View attachment 4230681I didn't see how she did her move from the coop to the rhododendron, but it was quiet. I've got a feeder up there for her, I hear her using it through the day, so she’s eating when she wants now. This large circular space around the bushes works for her with Shehnai. She uses the open space with easy running on the upper woodland ground (versus the weedy field below the rhododendron). There are three trees, the waterer & feeder, and the big rhododendron bush to dodge around.
Shehnai does chase her out of there but she usually finds a Buff Orpington nearby, plus he's not so crazy after the morning time. He also gives up more easily at these times, maybe in general, as if he is learning the ropes a little. Hazel isn't as panicked as she was and is making some smarter moves when she runs. So maybe they both are learning the dance.
But she’s not using the under-pallet idea, I placed it just below the rhododendrons. Maybe it’s still too low? It's about ten inches above the ground. Other chickens have gone under there partially with a crouch, but nobody has walked through under it. Needs to be higher? No photo, sorry...
Diane Update
She is my shadow, pecking my ankles when I walk, hanging around closely most of the time. I am growing to like her constant company and am trying to just not give her the opportunity to bite my hands or arms when possible. Yesterday when I laid down on my side on a pallet near the rhododendrons to let everyone inspect and walk on me she got up on my hip and sat there for a long time.

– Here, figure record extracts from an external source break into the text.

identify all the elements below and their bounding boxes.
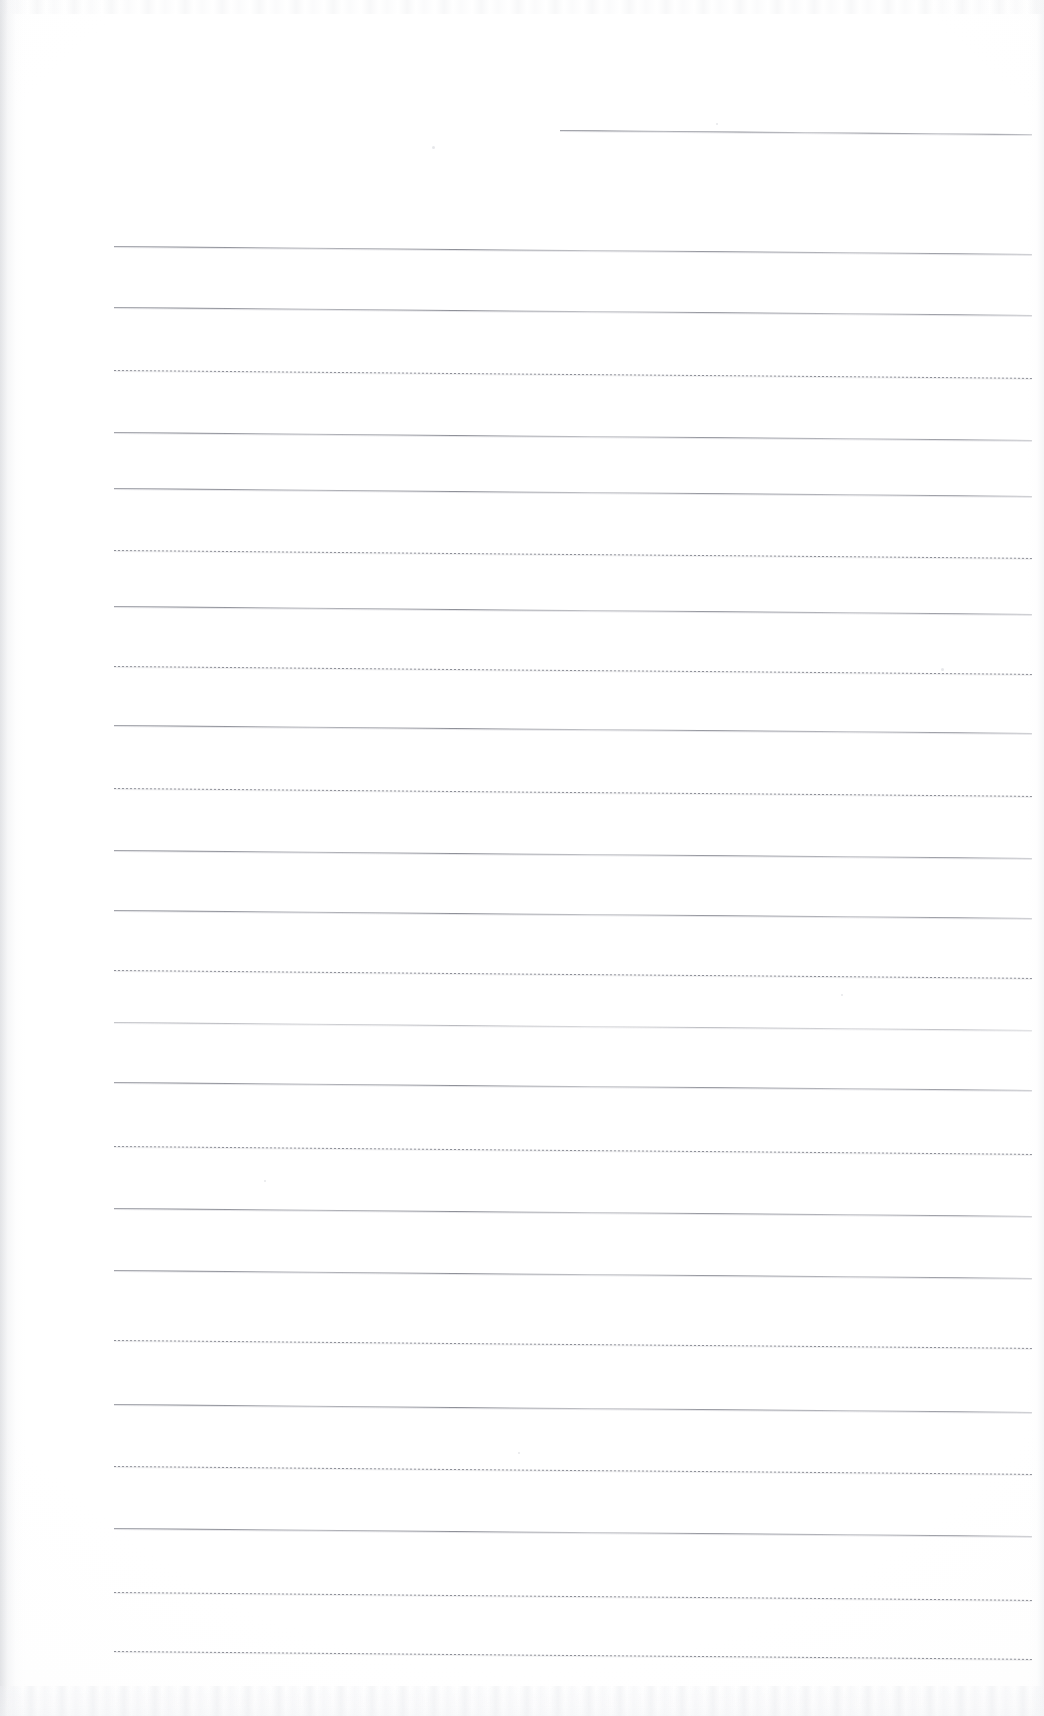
ruled-line (114, 970, 1032, 979)
ruled-line (114, 1270, 1032, 1279)
ruled-line (114, 1022, 1032, 1031)
ruled-line (114, 1082, 1032, 1091)
ruled-line (114, 1651, 1032, 1660)
ruled-line (114, 1466, 1032, 1475)
ruled-line (114, 666, 1032, 675)
ruled-line (560, 130, 1032, 135)
ruled-line (114, 1146, 1032, 1155)
ruled-line (114, 550, 1032, 559)
ruled-line (114, 1404, 1032, 1413)
ruled-line (114, 370, 1032, 379)
ruled-line (114, 1528, 1032, 1537)
ruled-line (114, 788, 1032, 797)
ruled-line (114, 1340, 1032, 1349)
scanned-page (0, 0, 1044, 1716)
ruled-line (114, 488, 1032, 497)
ruled-line (114, 1592, 1032, 1601)
ruled-line (114, 725, 1032, 734)
ruled-line (114, 307, 1032, 316)
ruled-line-layer (0, 0, 1044, 1716)
ruled-line (114, 606, 1032, 615)
ruled-line (114, 910, 1032, 919)
ruled-line (114, 246, 1032, 255)
ruled-line (114, 432, 1032, 441)
ruled-line (114, 1208, 1032, 1217)
ruled-line (114, 850, 1032, 859)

Before that I saw a pullet peck her neck, twice, and she didn’t move, just stood quietly. She’s making friends? Diane has been sleeping in the pullets’ coop at least a couple of nights now and then, and did again last night.
Two of the bolder pullets boss Hazel around and Hazel is afraid of them. Unfortunately they have been inadvertent herders / blockers when Shehnai chases her. Was this pullet bossing Diane? It did not look like it. Usually Diane is feared and does the pushing/ chasing. So - fair to say she is making friends, or becoming accepted as Queen Of The Littles?
Here she moved even closer to the pullets and nobody ran away, one pullet is to her left in fact.